By Robert Turner
The kids have grown up and left the farm, and the old tire swing now dangles there without purpose.
The dairy business is gone, and so are the cows. But there are still a few neighbors hanging on.
Some mornings, after the sun has been up for a few hours, I see a big, silver-colored, liquid tanker-truck rolling down Pennsylvania Road near my old farm and I know it’s full of raw milk coming from the Bonham farm and is on its way to a milk bottling plant near downtown Asheville.

Ken’s tire swing. Photo by Ken Ward
It gives me hope, and I think for a moment about how lucky we are to still have these things—a dairy farm and a place to bring and bottle milk locally. Because to be dependent on things from faraway places, like milk from California, is not freedom.
There used to be hundreds of dairy farms spread out across Buncombe County (now there are two), and in the 1950s there were 22 milk-bottling plants in Western North Carolina. Now there’s only one large milk bottling company left in the region, located in West Asheville. There are just four milk bottlers left in the entire state of North Carolina, and only two in South Carolina.
The West Asheville dairy processing facility was built in 1965, and since 1982 has been run by Milkco Inc., a subsidiary of Ingles grocery stores. Milkco sells its product under the popular brand Sealtest. The company employs about 250 people, which makes it one of the largest employers in the county, and it processes a whopping one million gallons of raw milk every week.
Milkco produces only bottled liquids at the facility, but sells cream and other by-products to producers who make yogurt, butter and ice cream.
Milkco’s president Keith Collins says that there has been a slight uptick in milk consumption over recent months, which may be related to more people eating at home and drinking milk with a meal versus a soda, a glass of wine or a beer at a restaurant. Over the years, the size of the plant has grown from 45,000 square feet to more than 145,000 square feet. Most of the raw milk supply comes from local farms within a 150-mile radius of Milkco’s facility. It’s a hold-out in a dairy business that has been decimated by consolidation in recent years.
Two dominant players have controlled most of the dairy products that we consume in this country. Dean Foods controls most of the fluid milk markets (up to 100 percent in some parts of the country). Meanwhile, farmers in many parts of the country have only one dairy cooperative that they can sell their milk to—Dairy Farmers of America (DFA). And this past year DFA purchased Dean Foods.
When you control the market and there’s little to no competition, it’s easy to manipulate milk prices so you pay less to farmers while price gouging consumers. The Department of Justice recently fined DFA $12 million for price manipulation. Go figure.
The state of Wisconsin, once considered the “dairy capital of the world,” lost 8 percent of its dairy farms in 2018. Farmers are feeling the pinch from lower prices and the massive consolidation of the business, as larger producers buy up or push out smaller ones.
After decades of extreme concentration and centralization in a food industry that includes industrial monoculture, many are beginning to realize that we need to decentralize production and decision-making. Where there are vast monopolies and the concentration of wealth and power into fewer and fewer hands, capitalism begins to break down. Capitalism requires competition and a level playing field.
Regional strength and resilience come from the conscious breaking down of larger national structures into smaller and more manageable local ones, along with the understanding of place—our place. Regionalism is not a political movement toward separatism. We are all proud Americans. But we do need to build self-reliance with the understanding that we are a unique and valuable region with our own strengths and capacities. We can feed ourselves and become less dependent on things from faraway places.
Thank goodness Asheville still has a milk processor called Milkco where a farmer can still bring her raw milk. And thank goodness we have local food growers and processors who give us freedom from want, freedom from dependence and freedom of choice.
Robert Turner is the director of the Creekside Farm Education Center and the author of Carrots Don’t Grow on Trees: Building Sustainable and Resilient Communities. To learn more, visit EatYourView.com.
DFA is usually guilty of pushing milk prices up, not down. They are a cooperative owned by dairyFarmers. They have no reason to push prices down.. .milk is produced is the wrong places and there is too much of it. The government has been buying it up and giving it away to food pantries. We need more cheese makers in NC to take up the slack.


:: Goal of the exercise ::
Show only those lines of the entries where the string "from" is found.
** Opening Data in this exercise block **
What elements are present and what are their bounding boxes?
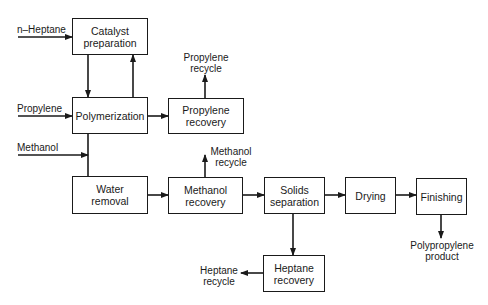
methanol-recovery-label: Methanol recovery <box>184 184 227 208</box>
finishing-label: Finishing <box>420 191 462 203</box>
methanol-recovery-box[interactable]: Methanol recovery <box>168 177 243 214</box>
propylene-recycle-label: Propylene recycle <box>180 52 232 74</box>
polymerization-label: Polymerization <box>76 110 145 122</box>
polymerization-box[interactable]: Polymerization <box>72 97 148 134</box>
drying-label: Drying <box>355 190 385 202</box>
propylene-recovery-box[interactable]: Propylene recovery <box>168 98 244 134</box>
catalyst-preparation-label: Catalyst preparation <box>83 25 136 49</box>
propylene-recovery-label: Propylene recovery <box>182 104 229 128</box>
input-methanol-label: Methanol <box>17 142 58 153</box>
heptane-recycle-label: Heptane recycle <box>198 265 240 287</box>
drying-box[interactable]: Drying <box>345 177 396 214</box>
polypropylene-product-label: Polypropylene product <box>406 240 478 262</box>
finishing-box[interactable]: Finishing <box>416 178 467 215</box>
solids-separation-box[interactable]: Solids separation <box>264 177 325 214</box>
water-removal-label: Water removal <box>91 183 128 207</box>
heptane-recovery-box[interactable]: Heptane recovery <box>263 255 325 292</box>
catalyst-preparation-box[interactable]: Catalyst preparation <box>72 18 148 55</box>
input-heptane-label: n–Heptane <box>17 24 66 35</box>
water-removal-box[interactable]: Water removal <box>72 176 148 214</box>
methanol-recycle-label: Methanol recycle <box>208 146 254 168</box>
solids-separation-label: Solids separation <box>270 184 319 208</box>
heptane-recovery-label: Heptane recovery <box>274 262 314 286</box>
input-propylene-label: Propylene <box>17 103 62 114</box>
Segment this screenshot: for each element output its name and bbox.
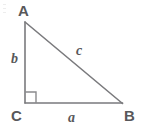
- side-c-hypotenuse-line: [25, 22, 123, 104]
- side-label-c: c: [76, 44, 82, 58]
- side-label-a: a: [68, 111, 75, 125]
- right-triangle-figure: A B C a b c: [0, 0, 141, 129]
- right-angle-marker-icon: [25, 92, 36, 103]
- vertex-label-b: B: [124, 108, 135, 123]
- vertex-label-a: A: [18, 3, 29, 18]
- vertex-label-c: C: [11, 108, 22, 123]
- side-label-b: b: [11, 52, 18, 66]
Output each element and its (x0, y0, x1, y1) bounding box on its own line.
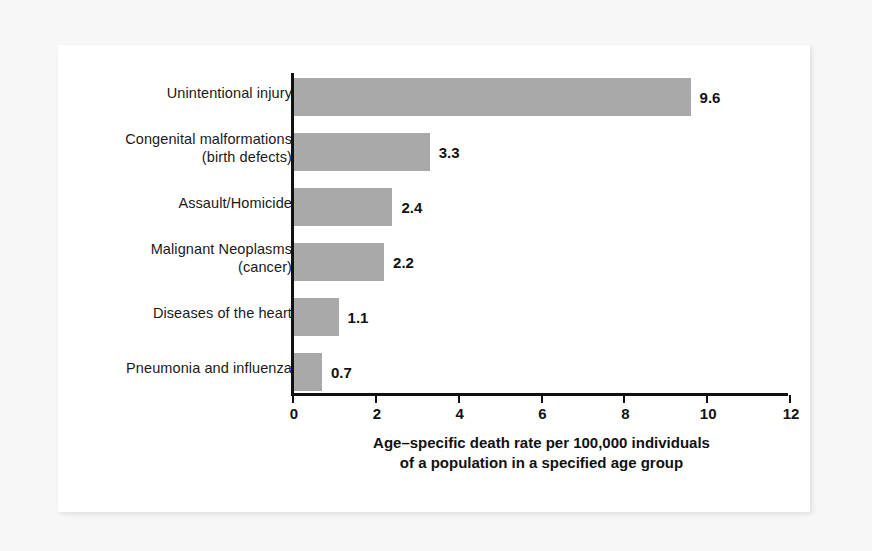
x-axis-title: Age–specific death rate per 100,000 indi… (218, 433, 865, 474)
category-label-line1: Assault/Homicide (178, 195, 292, 211)
bar-and-value: 0.7 (293, 353, 352, 391)
x-axis-tick (375, 395, 377, 403)
page-root: Unintentional injury9.6Congenital malfor… (0, 0, 872, 551)
bar-and-value: 2.4 (293, 188, 422, 226)
x-axis-tick (458, 395, 460, 403)
category-label-line2: (birth defects) (42, 149, 292, 167)
x-axis-tick (541, 395, 543, 403)
category-label-line1: Diseases of the heart (153, 305, 292, 321)
category-label: Assault/Homicide (42, 195, 292, 213)
category-label-line1: Malignant Neoplasms (151, 241, 292, 257)
bar-value-label: 3.3 (439, 145, 460, 160)
category-label: Unintentional injury (42, 85, 292, 103)
bar (293, 243, 384, 281)
x-axis-tick-label: 10 (688, 405, 728, 422)
category-label-line1: Unintentional injury (167, 85, 292, 101)
x-axis-tick (292, 395, 294, 403)
x-axis-tick-label: 2 (357, 405, 397, 422)
bar-value-label: 2.2 (393, 255, 414, 270)
bar-and-value: 3.3 (293, 133, 460, 171)
bar (293, 353, 322, 391)
figure-card: Unintentional injury9.6Congenital malfor… (58, 45, 810, 512)
bar-value-label: 1.1 (348, 310, 369, 325)
x-axis-title-line1: Age–specific death rate per 100,000 indi… (373, 434, 710, 451)
x-axis-tick (706, 395, 708, 403)
bar (293, 298, 339, 336)
x-axis-tick-label: 6 (523, 405, 563, 422)
bar-and-value: 9.6 (293, 78, 720, 116)
bar (293, 133, 430, 171)
bar (293, 78, 691, 116)
bar-row: Unintentional injury9.6 (58, 70, 810, 125)
bar-row: Assault/Homicide2.4 (58, 180, 810, 235)
bar-value-label: 2.4 (401, 200, 422, 215)
bar-row: Diseases of the heart1.1 (58, 290, 810, 345)
bar-row: Congenital malformations(birth defects)3… (58, 125, 810, 180)
category-label: Pneumonia and influenza (42, 360, 292, 378)
category-label-line1: Pneumonia and influenza (126, 360, 292, 376)
bar-and-value: 1.1 (293, 298, 368, 336)
bar-and-value: 2.2 (293, 243, 414, 281)
x-axis-tick-label: 4 (440, 405, 480, 422)
x-axis-tick-label: 12 (771, 405, 811, 422)
bar-value-label: 0.7 (331, 365, 352, 380)
x-axis-tick (623, 395, 625, 403)
bar-chart: Unintentional injury9.6Congenital malfor… (58, 45, 810, 512)
x-axis-line (291, 393, 788, 396)
bar-value-label: 9.6 (700, 90, 721, 105)
x-axis-title-line2: of a population in a specified age group (218, 453, 865, 473)
x-axis-tick-label: 0 (274, 405, 314, 422)
y-axis-line (291, 73, 294, 393)
bar (293, 188, 392, 226)
bar-row: Pneumonia and influenza0.7 (58, 345, 810, 400)
category-label-line2: (cancer) (42, 259, 292, 277)
category-label: Malignant Neoplasms(cancer) (42, 241, 292, 276)
bar-row: Malignant Neoplasms(cancer)2.2 (58, 235, 810, 290)
x-axis-tick-label: 8 (605, 405, 645, 422)
category-label-line1: Congenital malformations (125, 131, 292, 147)
category-label: Congenital malformations(birth defects) (42, 131, 292, 166)
x-axis-tick (789, 395, 791, 403)
category-label: Diseases of the heart (42, 305, 292, 323)
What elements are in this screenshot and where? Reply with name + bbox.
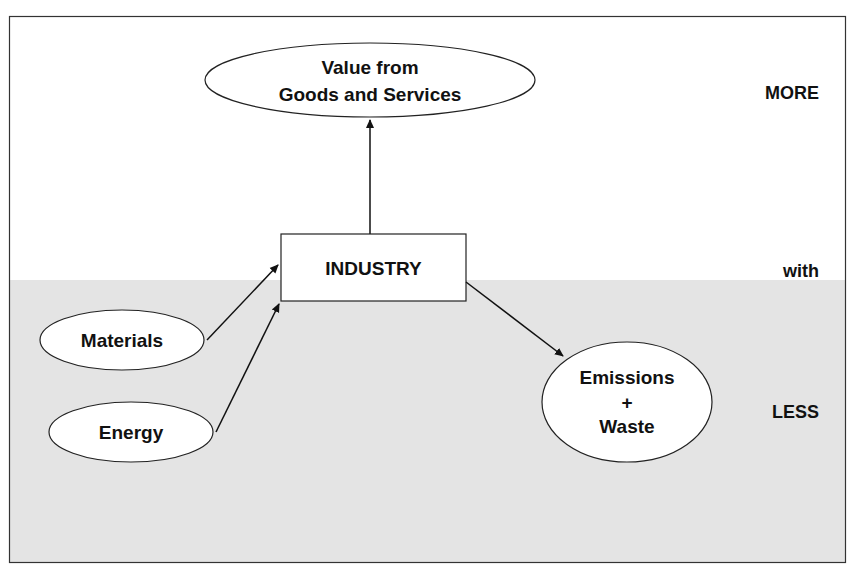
value-node-line2: Goods and Services [279, 84, 462, 105]
less-label: LESS [772, 402, 819, 422]
emissions-waste-node: Emissions + Waste [542, 342, 712, 462]
value-node: Value from Goods and Services [205, 43, 535, 117]
more-label: MORE [765, 83, 819, 103]
emissions-label: Emissions [579, 367, 674, 388]
value-node-line1: Value from [321, 57, 418, 78]
materials-node: Materials [40, 310, 204, 370]
waste-label: Waste [599, 416, 654, 437]
energy-label: Energy [99, 422, 164, 443]
industry-flow-diagram: Value from Goods and Services INDUSTRY M… [0, 0, 863, 586]
plus-label: + [621, 392, 632, 413]
energy-node: Energy [49, 402, 213, 462]
materials-label: Materials [81, 330, 163, 351]
industry-label: INDUSTRY [325, 258, 422, 279]
with-label: with [782, 261, 819, 281]
industry-node: INDUSTRY [281, 234, 466, 301]
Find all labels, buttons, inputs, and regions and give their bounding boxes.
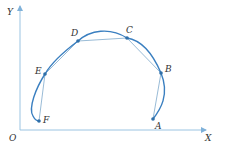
label-f: F <box>43 116 49 125</box>
chord-polyline <box>39 38 161 121</box>
curve-path <box>31 31 164 121</box>
point-f <box>37 119 41 123</box>
label-e: E <box>35 67 42 76</box>
origin-label: O <box>9 134 16 143</box>
label-c: C <box>126 26 133 35</box>
x-axis-label: X <box>205 134 211 143</box>
label-d: D <box>71 29 78 38</box>
point-b <box>159 71 163 75</box>
point-d <box>76 39 80 43</box>
y-axis-label: Y <box>7 8 13 17</box>
diagram-canvas: Y X O A B C D E F <box>0 0 226 151</box>
point-c <box>125 36 129 40</box>
curve-diagram <box>0 0 226 151</box>
point-e <box>43 72 47 76</box>
label-a: A <box>155 122 162 131</box>
label-b: B <box>165 65 172 74</box>
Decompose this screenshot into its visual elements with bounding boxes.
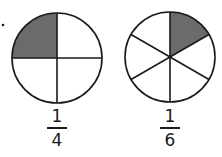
fraction-label-fourths: 1 4 bbox=[45, 108, 69, 149]
fraction-bar bbox=[160, 127, 180, 129]
fraction-bar bbox=[47, 127, 67, 129]
circle-fourths bbox=[12, 13, 102, 103]
denominator: 4 bbox=[45, 132, 69, 149]
numerator: 1 bbox=[45, 108, 69, 125]
stray-dot bbox=[2, 24, 5, 27]
fraction-label-sixths: 1 6 bbox=[158, 108, 182, 149]
numerator: 1 bbox=[158, 108, 182, 125]
circle-sixths bbox=[125, 12, 215, 102]
fraction-diagram bbox=[0, 0, 222, 157]
denominator: 6 bbox=[158, 132, 182, 149]
shaded-sixth bbox=[170, 12, 209, 57]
** Closing Data in this exercise block **
:: Answer for the task ::
value-node: Value from Goods and Services [205, 43, 535, 117]
value-node-line1: Value from [321, 57, 418, 78]
industry-flow-diagram: Value from Goods and Services INDUSTRY M… [0, 0, 863, 586]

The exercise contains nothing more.